Clinical Trial Details
— Status: Recruiting
Administrative data
NCT number |
NCT04833725 |
Other study ID # |
2020-2Z40917 |
Secondary ID |
|
Status |
Recruiting |
Phase |
|
First received |
|
Last updated |
|
Start date |
January 1, 2020 |
Est. completion date |
December 31, 2022 |
Study information
Verified date |
April 2021 |
Source |
Peking University Third Hospital |
Contact |
n/a |
Is FDA regulated |
No |
Health authority |
|
Study type |
Observational
|
Clinical Trial Summary
Chronic obstructive pulmonary disease (COPD) is a common disease that endangers people's
health, causing severe economic and treatment burdens. Sleep breathing disease, as a
complication of COPD, increases the hospitalization rate and mortality of COPD. At present,
community doctors have insufficient knowledge of COPD and its complications, and they also
lack standardized screening and related disease management capabilities. This trail intends
to use IoT medical technology to screen for COPD combined with sleep breathing diseases. It
can establish a two-way referral channel between primary community hospitals and higher-level
hospitals, which provides early warning services for COPD combined with sleep breathing
diseases. This trial explores the impact of sleep breathing disease on COPD's acute
exacerbation, which improves the understanding of COPD patients combined with sleep breathing
diseases. It also improves COPD management and its complications control at the
community-level and reduces COPD patients' potential risks and treatment burdens.
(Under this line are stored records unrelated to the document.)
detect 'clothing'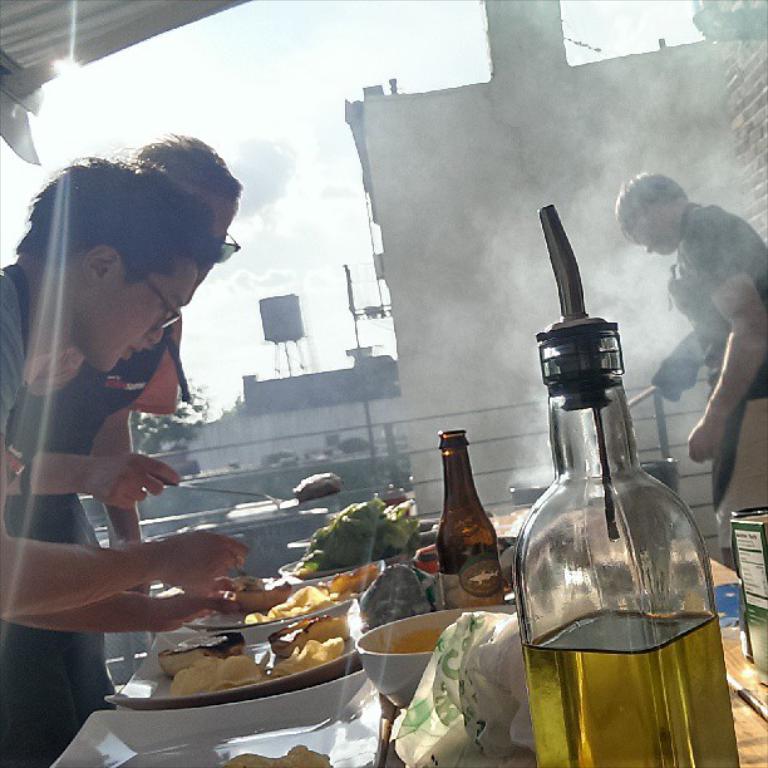
box=[29, 307, 182, 767]
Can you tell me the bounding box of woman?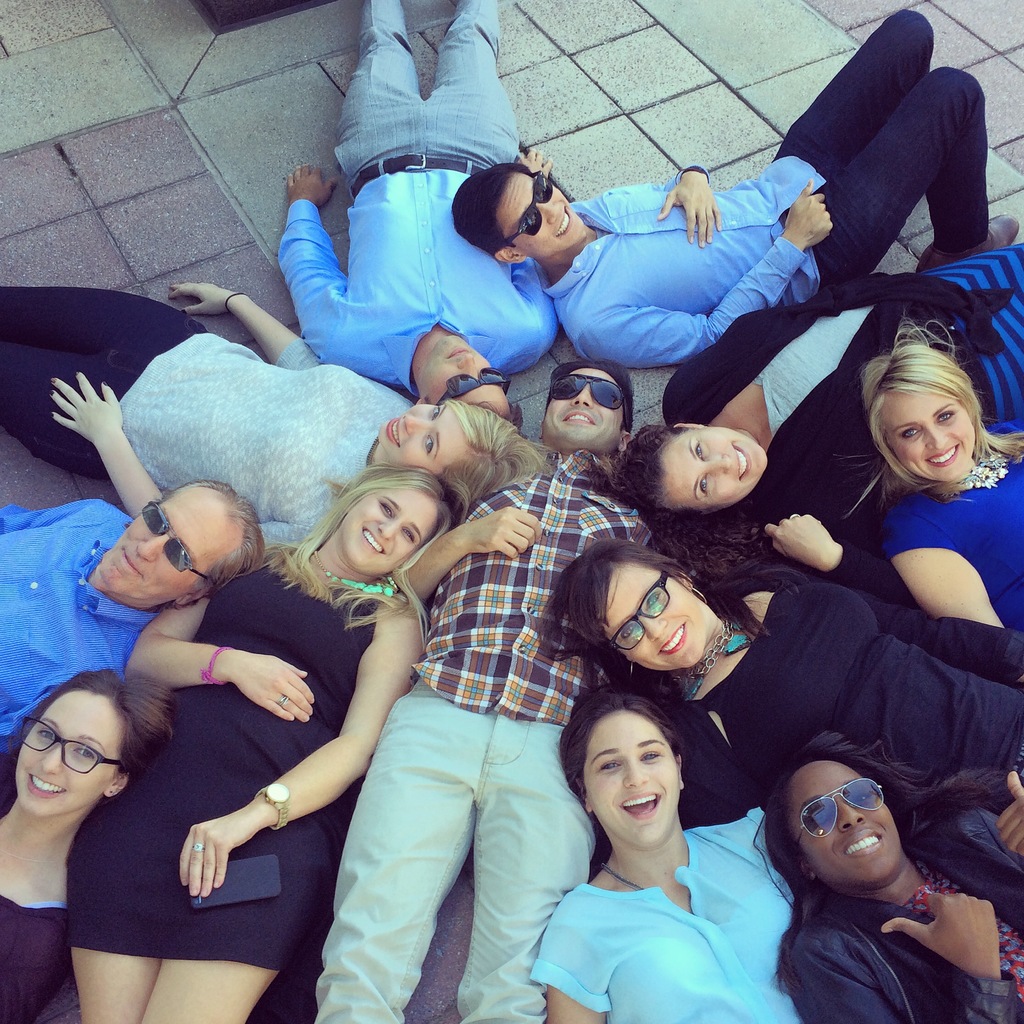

It also
explores tiered diagnosis and treatment models for COPD, promotes the construction of
intelligent IoT infrastructure, and enhances standardized diagnosis and treatment of COPD at
the grassroots level in China.
Description:
This study is a multi-center joint study, which mainly consists of two parts. First, a
cross-sectional observational study was adopted to recruit patients with stable COPD in
multiple centers. The COPD's diagnostic criteria follow diagnostic guidelines in China, and
the patients were selected among 40-80 years old. Note that we excluded patients who cannot
use IoT's mobile applications and cannot complete sleep monitoring and follow-up visits. All
patients collect sleep monitoring information through wearable devices, together with
demographic characteristics, pulmonary function tests, blood routines, biochemistry,
electrocardiogram, chest radiograph, COPD assessment scale, modified British Medical Research
Association dyspnea index, St. George's Quality of Life Questionnaire, Sleep Apnea Clinical
Score, Berlin Questionnaire, Epworth Sleepiness Scale, Etc. This study estimates patient
health status from the collected information, then diagnoses sleep apnea and calculates sleep
apnea prevalence. Specifically, we build standards from the analysis of sleep monitoring
information, and we form an OSA screening model by applying machine learning algorithms.
Second, we establish a COPD cohort joined with sleep breathing disease, where we select COPD
patients meeting the diagnostic criteria for sleep breathing disease. All patients use
wearable devices and IoT technology for information collection and data management. We also
build the early warning platform, and it allows flexible adjustment on the COPD plan
according to individual differences and community differences. This tudy requires followed up
visit once a month. By observing the number of hospitalizations, the incidence of acute
exacerbations, and other secondary observation indicators of COPD patients, the early warning
platform can analyze COPD's acute exacerbations combined with sleep respiratory disease. We
develop the disease and prognosis model for COPD patients with SAO by applying machine
learning algorithms on the previous platform.